▶ _YOUR OBJECTIVE_
With the exception of the pictures, write out the data below precisely.

▶ _SUPPLIED MATERIAL_

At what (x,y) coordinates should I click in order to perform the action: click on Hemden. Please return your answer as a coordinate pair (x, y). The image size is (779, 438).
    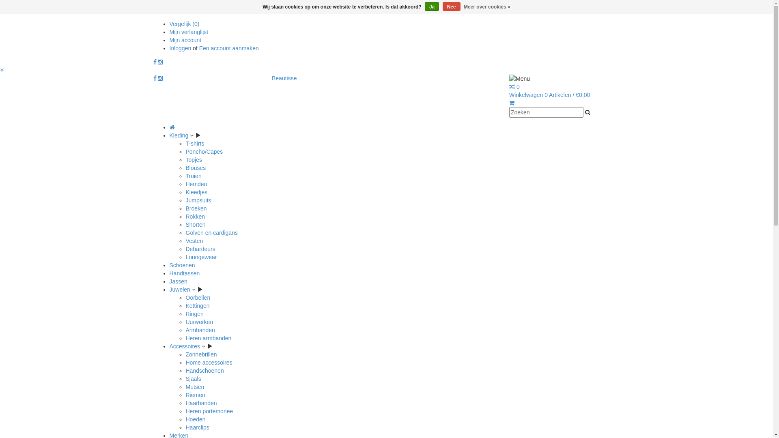
    Looking at the image, I should click on (196, 184).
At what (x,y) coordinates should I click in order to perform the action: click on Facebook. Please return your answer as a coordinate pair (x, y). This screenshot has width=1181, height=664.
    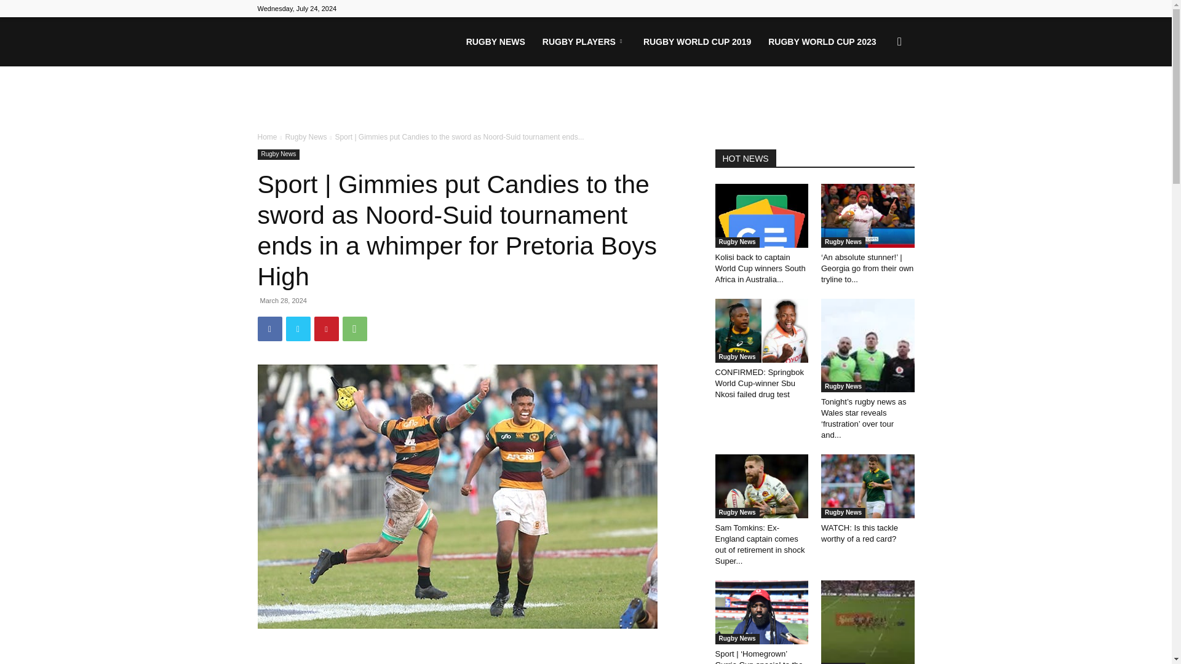
    Looking at the image, I should click on (269, 329).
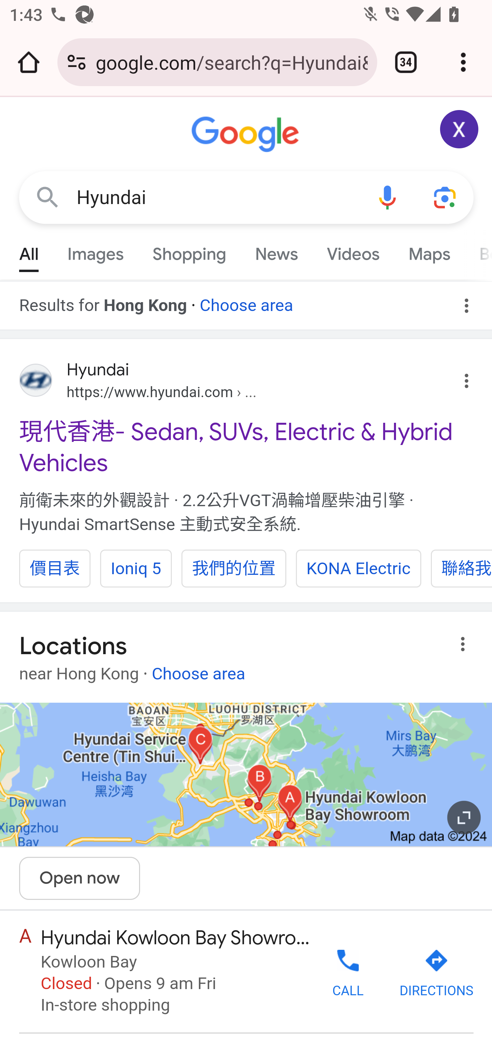  Describe the element at coordinates (277, 251) in the screenshot. I see `News` at that location.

▶ _FINISHED EXERCISE_
At what (x,y) coordinates should I click in order to perform the action: click on Hemden. Please return your answer as a coordinate pair (x, y). The image size is (779, 438).
    Looking at the image, I should click on (196, 184).
At what (x,y) coordinates should I click in order to perform the action: click on Facebook. Please return your answer as a coordinate pair (x, y). This screenshot has width=1181, height=664.
    Looking at the image, I should click on (269, 329).
  Describe the element at coordinates (277, 251) in the screenshot. I see `News` at that location.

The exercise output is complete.